Ana’s solo: The stool was small, yet it took up a lot of energetic space. The dancer's repeated pattern of crossing over the stool and moving to different corners of the space rendered the ordinary stool as some kind of barrier or obstruction - something to ‘get over’.

Ying’s solo outside: The initial image of her back, bent over, stillness, potted plants in single file watching as if holding space for her. Sorrow came to mind. The duration of her sitting on the chair with her body folded over, her back facing ‘front’, presented a barrier or blocking of something personal. Internal, contemplative energy.

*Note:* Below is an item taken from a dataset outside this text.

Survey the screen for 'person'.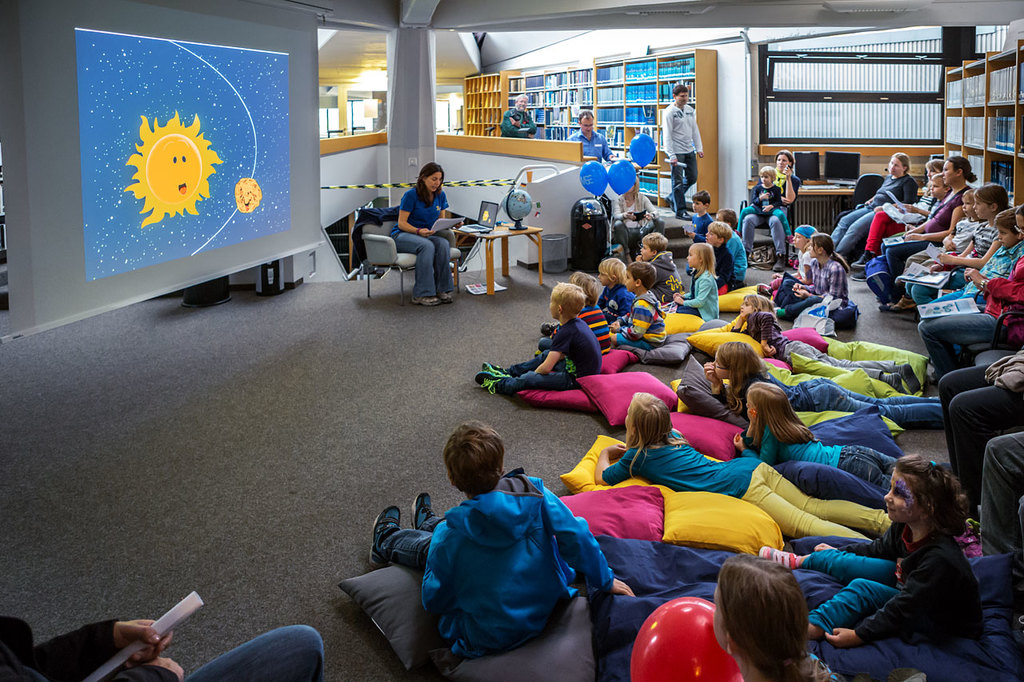
Survey found: bbox=(745, 155, 803, 246).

Ying’s solo inside: I saw a conversation a relationship between the dancer, table, fan. As if she’s trying to understand; to see another point of view; “I am part of you”; I carry you wherever I go; You disrupt; I try to understand you; I struggle; I weigh all things. I saw the colour red as a metaphor for power, blood. The fan was held in her mouth – a symbol of being or feeling silenced? A weapon? Constant change of directions within the space; setting table up taking it down, sitting down – never staying in one place for too long ; energetic contrast between the section outside.


What next


  • Let the imagination be free to follow intuitive ways of interpreting the labour of the elders.

  • Determine what needs to be retained in order to have some recognizability and let everything else go.

  • How do the solos become one piece? Would they follow one another or should the choreography design patterns to weave the different dances together?


Keywords

Transitions, changing rhythms, specificity of gesture, imagination around the arc of the movement sequence.